Got it. I think you would agree that this is kind of a niche use case. The typical MBA user is unlikely to need hundreds of tabs open.
 

PhireWare

macrumors member
Dec 31, 2008
40
166
One reason Apple should upgrade is they have a reputation of being proactive since Steve Jobs days, hence the Apple premium. there's also the economy of scale benefit to Apple in cutting out the 8Gb run which then adds economy of scale to a much larger 16Gb run and.

Can you imagine the PR coup for Apple in arbitrarily increasing base RAM to 16Gb, as. no doubt it would be a Vive La Difference in Apple marketing rather than the disingenuous 8Gb is equivalent to 16GB on a pc, where independent tests make that claim look poor, and where independent tests on Pro Macs with 8Gb and 16Gb show the difference it makes.
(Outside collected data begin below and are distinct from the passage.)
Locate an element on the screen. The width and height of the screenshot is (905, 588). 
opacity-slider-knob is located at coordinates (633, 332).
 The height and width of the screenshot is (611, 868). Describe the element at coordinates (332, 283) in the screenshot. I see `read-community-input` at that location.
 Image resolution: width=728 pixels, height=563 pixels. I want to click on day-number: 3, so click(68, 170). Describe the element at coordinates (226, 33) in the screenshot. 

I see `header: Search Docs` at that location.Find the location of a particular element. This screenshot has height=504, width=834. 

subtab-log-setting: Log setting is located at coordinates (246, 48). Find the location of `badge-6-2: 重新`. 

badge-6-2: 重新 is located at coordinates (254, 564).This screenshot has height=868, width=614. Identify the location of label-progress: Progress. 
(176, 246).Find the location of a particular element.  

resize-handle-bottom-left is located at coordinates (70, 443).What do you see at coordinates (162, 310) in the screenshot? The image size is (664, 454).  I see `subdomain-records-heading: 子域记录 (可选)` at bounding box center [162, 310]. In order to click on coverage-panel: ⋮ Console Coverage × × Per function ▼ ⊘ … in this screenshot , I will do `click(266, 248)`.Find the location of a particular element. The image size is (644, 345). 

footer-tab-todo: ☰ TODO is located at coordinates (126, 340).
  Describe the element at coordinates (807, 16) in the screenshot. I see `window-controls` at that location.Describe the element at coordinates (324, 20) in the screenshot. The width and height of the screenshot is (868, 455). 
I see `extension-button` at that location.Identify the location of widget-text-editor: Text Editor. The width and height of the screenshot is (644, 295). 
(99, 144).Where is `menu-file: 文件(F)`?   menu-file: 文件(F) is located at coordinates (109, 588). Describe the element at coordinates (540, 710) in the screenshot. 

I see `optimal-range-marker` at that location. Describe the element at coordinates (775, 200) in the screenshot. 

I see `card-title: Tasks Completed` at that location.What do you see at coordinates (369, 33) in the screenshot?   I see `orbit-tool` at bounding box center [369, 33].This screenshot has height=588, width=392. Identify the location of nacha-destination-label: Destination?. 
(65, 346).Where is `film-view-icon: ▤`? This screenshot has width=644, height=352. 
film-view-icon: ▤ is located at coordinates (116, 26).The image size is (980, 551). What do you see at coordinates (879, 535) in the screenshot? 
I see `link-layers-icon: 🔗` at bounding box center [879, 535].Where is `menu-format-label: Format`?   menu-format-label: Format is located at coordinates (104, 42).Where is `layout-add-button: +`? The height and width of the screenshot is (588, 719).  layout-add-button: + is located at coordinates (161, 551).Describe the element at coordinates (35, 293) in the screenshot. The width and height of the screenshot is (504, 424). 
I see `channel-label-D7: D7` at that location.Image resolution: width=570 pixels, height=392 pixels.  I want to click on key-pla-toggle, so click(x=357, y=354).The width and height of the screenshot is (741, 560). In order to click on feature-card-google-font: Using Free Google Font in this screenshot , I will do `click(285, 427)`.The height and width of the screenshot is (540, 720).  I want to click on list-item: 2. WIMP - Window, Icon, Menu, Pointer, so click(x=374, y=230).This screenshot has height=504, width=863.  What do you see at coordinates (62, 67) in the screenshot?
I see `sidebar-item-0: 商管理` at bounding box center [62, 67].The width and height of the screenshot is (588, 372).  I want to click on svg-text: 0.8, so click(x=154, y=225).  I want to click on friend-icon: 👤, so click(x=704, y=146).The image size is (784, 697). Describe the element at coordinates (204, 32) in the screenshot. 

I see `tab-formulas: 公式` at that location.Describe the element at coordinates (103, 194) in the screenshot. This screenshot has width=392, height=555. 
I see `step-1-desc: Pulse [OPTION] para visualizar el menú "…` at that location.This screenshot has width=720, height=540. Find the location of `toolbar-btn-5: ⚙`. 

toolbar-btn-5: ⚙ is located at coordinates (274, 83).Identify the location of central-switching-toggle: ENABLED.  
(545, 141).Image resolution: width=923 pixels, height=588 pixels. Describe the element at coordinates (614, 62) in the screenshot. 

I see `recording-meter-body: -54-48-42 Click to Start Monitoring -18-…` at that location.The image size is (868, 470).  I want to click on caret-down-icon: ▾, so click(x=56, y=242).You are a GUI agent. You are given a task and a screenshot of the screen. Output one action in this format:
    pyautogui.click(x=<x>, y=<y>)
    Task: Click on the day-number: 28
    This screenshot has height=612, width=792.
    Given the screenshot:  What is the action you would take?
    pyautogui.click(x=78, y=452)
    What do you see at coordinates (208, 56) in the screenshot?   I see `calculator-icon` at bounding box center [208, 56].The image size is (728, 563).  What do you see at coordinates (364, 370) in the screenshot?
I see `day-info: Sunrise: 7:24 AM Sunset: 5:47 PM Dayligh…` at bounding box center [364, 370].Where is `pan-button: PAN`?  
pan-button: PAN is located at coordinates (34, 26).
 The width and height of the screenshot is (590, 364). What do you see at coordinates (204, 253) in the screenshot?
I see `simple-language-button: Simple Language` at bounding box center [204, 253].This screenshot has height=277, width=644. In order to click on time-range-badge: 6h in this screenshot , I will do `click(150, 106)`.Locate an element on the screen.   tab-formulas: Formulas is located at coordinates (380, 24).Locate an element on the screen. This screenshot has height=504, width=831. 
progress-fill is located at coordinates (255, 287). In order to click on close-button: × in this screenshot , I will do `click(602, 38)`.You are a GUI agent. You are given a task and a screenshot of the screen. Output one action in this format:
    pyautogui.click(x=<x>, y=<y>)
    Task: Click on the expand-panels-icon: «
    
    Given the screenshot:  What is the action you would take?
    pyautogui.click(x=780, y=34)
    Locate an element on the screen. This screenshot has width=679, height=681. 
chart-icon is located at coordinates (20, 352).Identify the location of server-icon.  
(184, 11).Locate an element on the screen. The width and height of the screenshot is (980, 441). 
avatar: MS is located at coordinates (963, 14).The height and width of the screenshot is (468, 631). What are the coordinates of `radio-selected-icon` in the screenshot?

They could almost make it self financing, and encourage more Apple users, rather than what appears to be happening, with multiple media pundits, and even industry experts suggesting 8Gb is just not up to it anymore and will certainly not be up to it in the next few years, with more emphasis on gaming, AI, VR etc. and where software already used by many Mac users, already. hits the 8GB minimum just for that one piece of software.
But the 8gb of ram isn't for the people you just mentioned. It's for the moms/dads/grandmas/grandpas that just want a simple laptop that works without fuss and allows them to view pictures of their kids/grandkids, respond to some emails and watch a movie. There's a reason Apple doesn't advertise how much RAM is in the iPhone... it's because a large majority of their users don't know or don't care. The people that are passionate about 8gb vs 16gb minimum are such a small group compared to their overall userbase. Apple will move away from 8gb of RAM as base when it financially makes sense to them, and evidently it doesn't make sense to them yet. Probably because they have thousands of customers (my wife included) who are perfectly happy with their 8gb MacBook Air/Pro. Apple is one of the most valuable companies in the world, obviously whatever they are doing seems to be working for them.